Every Psalm of Lament turns finally to God in trust: “at an acceptable time, O God, in the abundance of your steadfast love, answer me.” “Answer me, O LORD, for your steadfast love is good; according to your abundant mercy turn to me.” And later, in verse 30: “I will praise the name of God with a song; I will magnify him with thanksgiving…for the LORD hears the needy, and does not despise his own that are in bonds.” The turn to trust doesn’t mean that the situation has actually changed, but rather that the victim knows the God to whom he cries, the God who is merciful and loving. So in the midst of the worst disaster, the reason to cry to God is clear, God has the power to help and God has proven a helper in the past.
And then the psalmist promises to sing God’s praise: “Let heaven and earth praise him, the seas and everything that moves in them. For God will save Zion and rebuild the cities of Judah.” The promise to praise God is understood first and foremost as a testimony to the world and one’s own community what God can do and has done. Promising to praise when you are delivered is not bargaining with God, so much as testifying in the midst of trouble that God is faithful and will never abandon God’s people. The promise to praise is a commitment to never forget that when you cried for help, God answered.
Psalms of Lament or Complaint are both for individuals (Psalm 6, 13), as this one is, and also for the whole community (Psalm 44 or 82). Cries for help from individuals are by far the most common.
Those who tell us the story of Jesus make reference to this psalm as they observe some of the things that Jesus said and did, especially the Gospel of John. When Jesus threw the money-changers out of the temple in chapter 2, the disciples remember words from verse 9, “zeal for your house will consume me.” Talking about the hatred his disciples will experience as they go out into the world, in John 15, Jesus quotes verse 4, “they hated me without cause.” John even understands Jesus saying, “I am thirsty,” as a fulfillment of verse 21. In Acts, the account of the death of Judas is understood as a fulfillment of verse 25. This Psalm also shows up in Paul’s writing in the book of Romans. So it seems as if the early Christians saw the events running from the beginning of Jesus’ ministry to the cross and beyond as being related to this Psalm.
The amazing thing to me about Psalms is that they represent the entire span of human experience offered to God in the midst of community. So in psalms like this it’s not unusual to hear curses and imprecations directed at the enemies who are assaulting the faithful one who prays. If you look further in the psalm you hear the writer ask that God will blot out his accusers and enemies from the land of the living, their eyes be darkened, and God’s burning anger overtake them. One psalm even envisions bashing the teeth of the children of one’s enemies. Not for the faint of heart.

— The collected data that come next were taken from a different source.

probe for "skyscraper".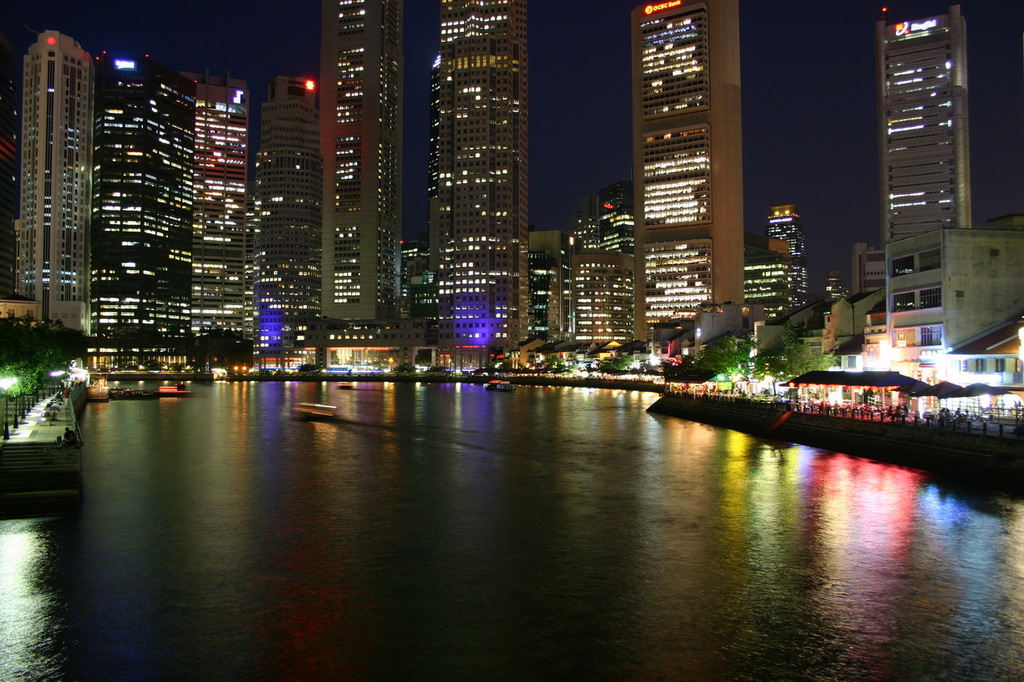
Probe result: locate(537, 184, 642, 352).
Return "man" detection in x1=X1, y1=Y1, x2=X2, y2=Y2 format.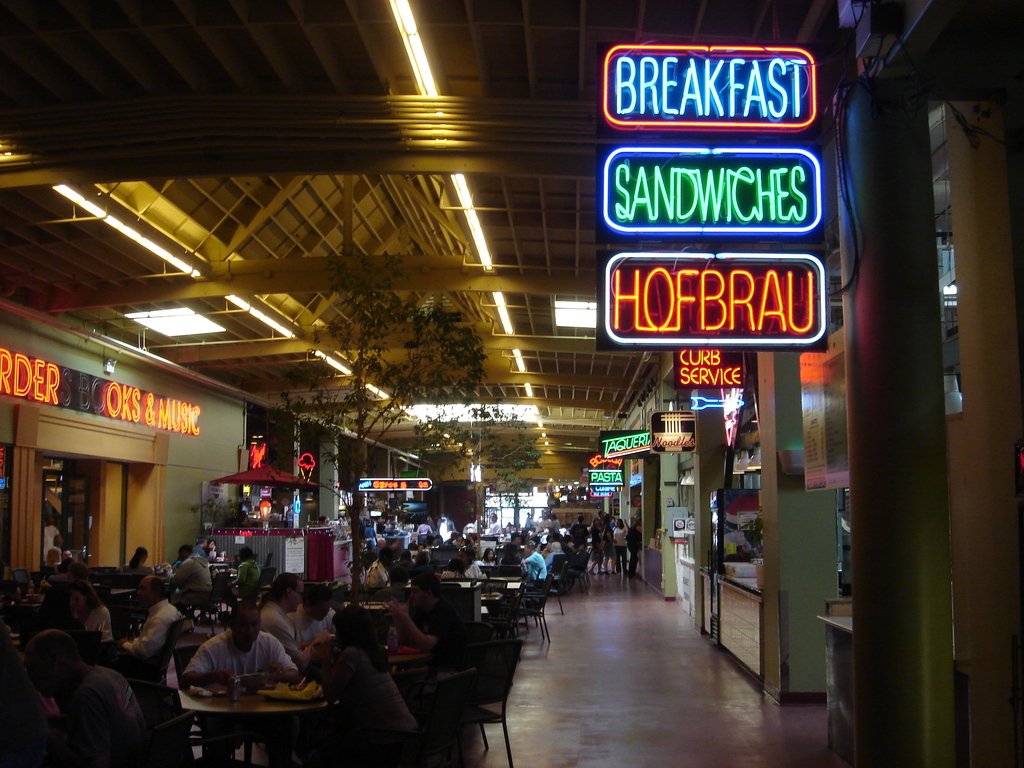
x1=169, y1=612, x2=298, y2=737.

Barbara Green (Like a Tree Planted; An Exploration of Psalms and Parables through Metaphor) writes that the Psalms are like an unruly crowd accompanying us on our journey in a noisy welter, thrusting at us many things that we have the opportunity to consider as we go. What they have to say does not need to be protected from our rough and fearful handling of them.
So this week, when we are confronted with another mass murder, practically on the anniversary of last year’s shooting of faithful Christians at Bible Study, we can say with the psalmist, “Do not let the flood sweep over us, or the deep swallow us up, or the Pit close its mouth over us. Answer us, O God, for your steadfast love is good; according to your abundant mercy, turn to us. Do not hide your face from your servants, for we are in distress – make haste to answer us.” Amen.